Cleaning up Corruption. Progressivism developed from a wide variety of pressures for modernizing society and for cleaning up corruption on local, state, and national levels. Moral reformers attacked the spoils system, political corruption, boodle, and the power of saloons. Many of these reformers worked at the municipal level, and helped to elect reform mayors and city councils in small and large cities. Other groups sought to establish a more sound political democracy, advocating direct election of senators, a secret ballot, and votes for women. Still others hoped to modernize government by bringing the navy and military up to date and by building a stronger federal government that could regulate corporations and the economy. Many hoped to take what they saw as the short-sighted, narrow-minded focus of partisan politics out of important national policy issues such as the money supply and tariffs and to create a governing class that would watch out for national rather than local and party-based allegiances.

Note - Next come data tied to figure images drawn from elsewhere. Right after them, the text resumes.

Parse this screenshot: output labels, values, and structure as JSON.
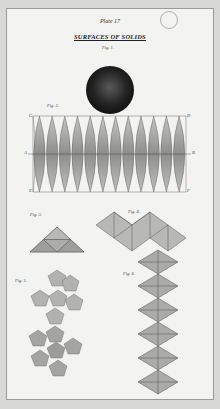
{
  "plate": {
    "number_label": "Plate 17",
    "title": "SURFACES OF SOLIDS"
  },
  "figures": [
    {
      "label": "Fig. 1.",
      "subject": "sphere"
    },
    {
      "label": "Fig. 2.",
      "subject": "sphere gores",
      "corner_labels": [
        "C",
        "D",
        "A",
        "B",
        "E",
        "F"
      ],
      "gore_count": 12
    },
    {
      "label": "Fig. 3.",
      "subject": "tetrahedron net"
    },
    {
      "label": "Fig. 4.",
      "subject": "octahedron net"
    },
    {
      "label": "Fig. 5.",
      "subject": "dodecahedron net"
    },
    {
      "label": "Fig. 6.",
      "subject": "icosahedron net"
    }
  ],
  "colors": {
    "paper": "#f3f3f1",
    "background": "#d8d8d6",
    "fill": "#a9a9a6",
    "sphere": "#1e1e1e"
  }
}
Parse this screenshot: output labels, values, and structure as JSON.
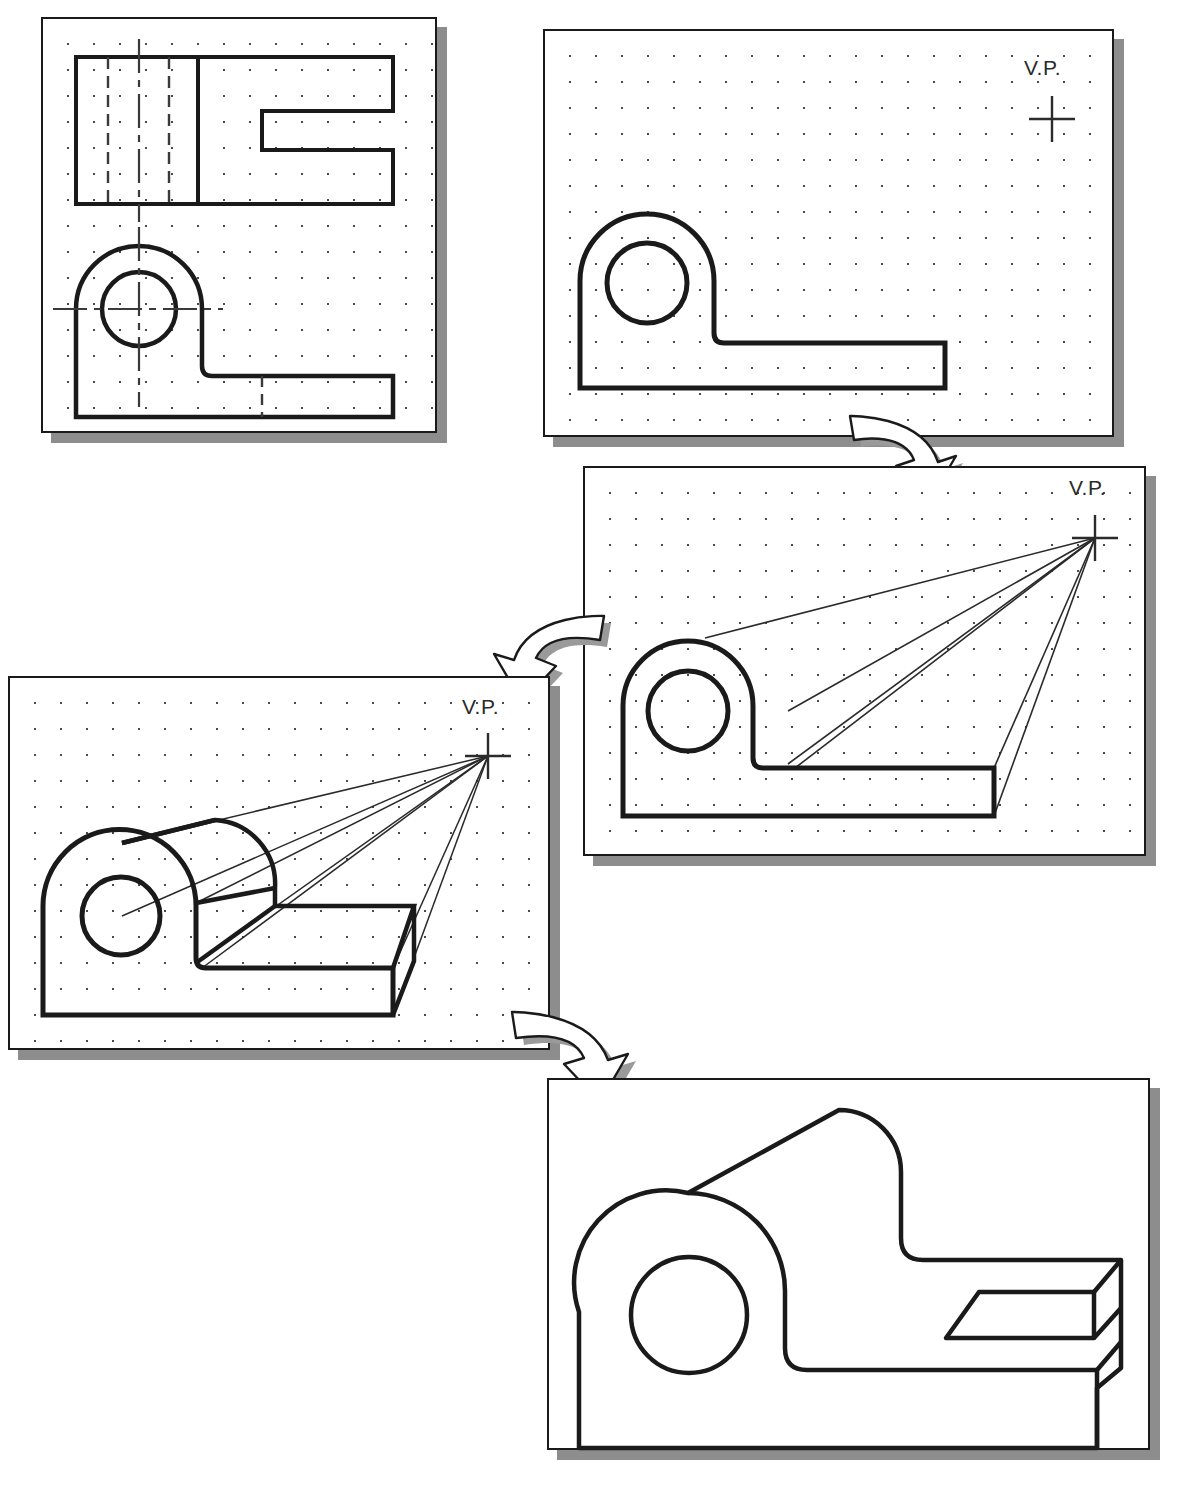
{
  "figure": {
    "panel_count": 5,
    "arrow_count": 3,
    "vanishing_point_label": "V.P."
  },
  "panels": [
    {
      "id": "panel-orthographic-views",
      "step": 1,
      "name": "Orthographic views (top view and front view)",
      "x": 41,
      "y": 17,
      "w": 396,
      "h": 416,
      "grid": true,
      "has_vp": false,
      "vp_label": "",
      "contents": [
        "top-view-rectangle-with-notch",
        "hidden-dashed-lines",
        "center-lines",
        "front-view-profile",
        "circular-hole"
      ]
    },
    {
      "id": "panel-front-profile",
      "step": 2,
      "name": "Front profile traced with vanishing point marked",
      "x": 543,
      "y": 29,
      "w": 571,
      "h": 408,
      "grid": true,
      "has_vp": true,
      "vp_label": "V.P.",
      "contents": [
        "front-view-profile",
        "circular-hole",
        "vanishing-point-cross"
      ]
    },
    {
      "id": "panel-projection-lines",
      "step": 3,
      "name": "Projection lines drawn from corners to vanishing point",
      "x": 583,
      "y": 466,
      "w": 563,
      "h": 390,
      "grid": true,
      "has_vp": true,
      "vp_label": "V.P.",
      "contents": [
        "front-view-profile",
        "circular-hole",
        "vanishing-point-cross",
        "convergence-rays",
        "depth-edge"
      ]
    },
    {
      "id": "panel-depth-blocked",
      "step": 4,
      "name": "Depth blocked in along the projection lines",
      "x": 8,
      "y": 676,
      "w": 542,
      "h": 374,
      "grid": true,
      "has_vp": true,
      "vp_label": "V.P.",
      "contents": [
        "front-view-profile",
        "circular-hole",
        "vanishing-point-cross",
        "convergence-rays",
        "receding-top-surface",
        "receding-base-block"
      ]
    },
    {
      "id": "panel-final-pictorial",
      "step": 5,
      "name": "Finished one-point perspective pictorial, construction lines removed",
      "x": 547,
      "y": 1078,
      "w": 603,
      "h": 372,
      "grid": false,
      "has_vp": false,
      "vp_label": "",
      "contents": [
        "finished-solid-outline",
        "circular-hole",
        "receding-top-surface",
        "notch-detail",
        "base-block"
      ]
    }
  ],
  "arrows": [
    {
      "id": "arrow-step1-to-step2",
      "name": "curved-arrow-down-right",
      "x": 826,
      "y": 396,
      "w": 140,
      "h": 110,
      "direction": "down-right"
    },
    {
      "id": "arrow-step2-to-step3",
      "name": "curved-arrow-down-left",
      "x": 476,
      "y": 596,
      "w": 146,
      "h": 112,
      "direction": "down-left"
    },
    {
      "id": "arrow-step3-to-step4",
      "name": "curved-arrow-down-right",
      "x": 490,
      "y": 990,
      "w": 152,
      "h": 118,
      "direction": "down-right"
    }
  ],
  "colors": {
    "ink": "#1a1a1a",
    "grid_dot": "#4a4a52",
    "shadow": "#8d8d8d",
    "paper": "#ffffff",
    "thin_line": "#2a2a2a"
  }
}
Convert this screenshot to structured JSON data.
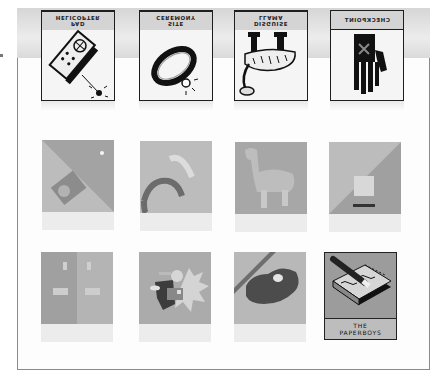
{
  "top_row": {
    "cards": [
      {
        "label_line1": "PAD",
        "label_line2": "HELICOPTER",
        "icon": "remote-control-icon"
      },
      {
        "label_line1": "SITE",
        "label_line2": "CEREMONY",
        "icon": "ring-icon"
      },
      {
        "label_line1": "DISGUISE",
        "label_line2": "LLAMA",
        "icon": "llama-icon"
      },
      {
        "label_line1": "CHECKPOINT",
        "label_line2": "",
        "icon": "hand-x-icon"
      }
    ]
  },
  "grid": {
    "tiles": [
      {
        "icon": "sticker-circle-icon"
      },
      {
        "icon": "ring-fragment-icon"
      },
      {
        "icon": "llama-silhouette-icon"
      },
      {
        "icon": "square-diagonal-icon"
      },
      {
        "icon": "door-panels-icon"
      },
      {
        "icon": "explosion-figure-icon"
      },
      {
        "icon": "dark-blob-icon"
      },
      {
        "icon": "notepad-pencil-icon",
        "caption_line1": "THE",
        "caption_line2": "PAPERBOYS",
        "selected": true
      }
    ]
  },
  "colors": {
    "tile_gray": "#a8a8a8",
    "tile_light": "#c4c4c4",
    "border_dark": "#1e1e1e"
  }
}
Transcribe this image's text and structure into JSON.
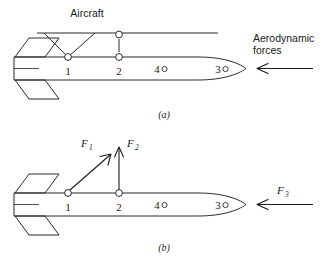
{
  "figure": {
    "title_implicit": "Missile suspended from aircraft and free-body force diagram",
    "panels": [
      {
        "id": "a",
        "caption": "(a)",
        "labels": {
          "aircraft": "Aircraft",
          "aero_line1": "Aerodynamic",
          "aero_line2": "forces"
        },
        "points": [
          "1",
          "2",
          "4",
          "3"
        ],
        "arrows": [
          {
            "name": "aerodynamic-forces-arrow",
            "direction": "left"
          }
        ]
      },
      {
        "id": "b",
        "caption": "(b)",
        "forces": [
          {
            "name": "F1",
            "base": "F",
            "sub": "1",
            "at_point": "1",
            "direction": "up-right"
          },
          {
            "name": "F2",
            "base": "F",
            "sub": "2",
            "at_point": "2",
            "direction": "up"
          },
          {
            "name": "F3",
            "base": "F",
            "sub": "3",
            "at_point": "nose",
            "direction": "left"
          }
        ],
        "points": [
          "1",
          "2",
          "4",
          "3"
        ]
      }
    ],
    "point_labels": {
      "p1": "1",
      "p2": "2",
      "p4": "4",
      "p3": "3"
    },
    "colors": {
      "ink": "#1a1a1a",
      "line": "#2a2a2a",
      "background": "#ffffff"
    }
  }
}
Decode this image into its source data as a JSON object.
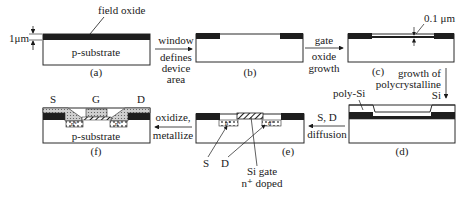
{
  "diagram": {
    "colors": {
      "oxide": "#1e1e1e",
      "substrate": "#ffffff",
      "outline": "#2a2a2a",
      "polysilicon": "#d8d8d8",
      "text": "#1a1a1a"
    },
    "panels": [
      {
        "id": "a",
        "label": "(a)",
        "substrate_label": "p-substrate",
        "callout": "field oxide",
        "dimension": "1μm"
      },
      {
        "id": "b",
        "label": "(b)"
      },
      {
        "id": "c",
        "label": "(c)",
        "dimension": "0.1 μm"
      },
      {
        "id": "d",
        "label": "(d)",
        "callout": "poly-Si"
      },
      {
        "id": "e",
        "label": "(e)",
        "callouts": [
          "S",
          "D",
          "Si gate",
          "n⁺ doped"
        ],
        "doped_region": "n⁺"
      },
      {
        "id": "f",
        "label": "(f)",
        "substrate_label": "p-substrate",
        "terminals": [
          "S",
          "G",
          "D"
        ],
        "doped_region": "n⁺"
      }
    ],
    "steps": [
      {
        "from": "a",
        "to": "b",
        "lines": [
          "window",
          "defines",
          "device",
          "area"
        ]
      },
      {
        "from": "b",
        "to": "c",
        "lines": [
          "gate",
          "oxide",
          "growth"
        ]
      },
      {
        "from": "c",
        "to": "d",
        "lines": [
          "growth of",
          "polycrystalline",
          "Si"
        ]
      },
      {
        "from": "d",
        "to": "e",
        "lines": [
          "S, D",
          "diffusion"
        ]
      },
      {
        "from": "e",
        "to": "f",
        "lines": [
          "oxidize,",
          "metallize"
        ]
      }
    ]
  }
}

Working within the Two-Party System. Progressive reformers continued build a political power base through elections. As with the Greenback Labor Party, the Popu-lists, Henry George, and the prohibition movements, progressives attempted to gain control of political parties and to win elections on the state and national levels. Unlike earlier reformers, however, progressives worked within the Democratic and Republican Parties, lining up behind whichever candidate endorsed the reforms they supported.
Sources
Lawrence Goodwyn, The Populist Movement: A Short History of the Agrarian Revolt in America (New York: Oxford University Press, 1978);
Steven Hahn, The Roots of Southern Populism: Yeoman Farmers and the Transformation of the Georgia Up Country, 1850-1890 (New York: Oxford University Press, 1983);
Richard Hofstadter, The Age of Reform: From Bryan to F.D.R. (New York: Knopf, 1955);
Morton Keller, Affairs of State: Public Life in Late Nineteenth Century America (Cambridge, Mass.: Harvard University Press, 1977).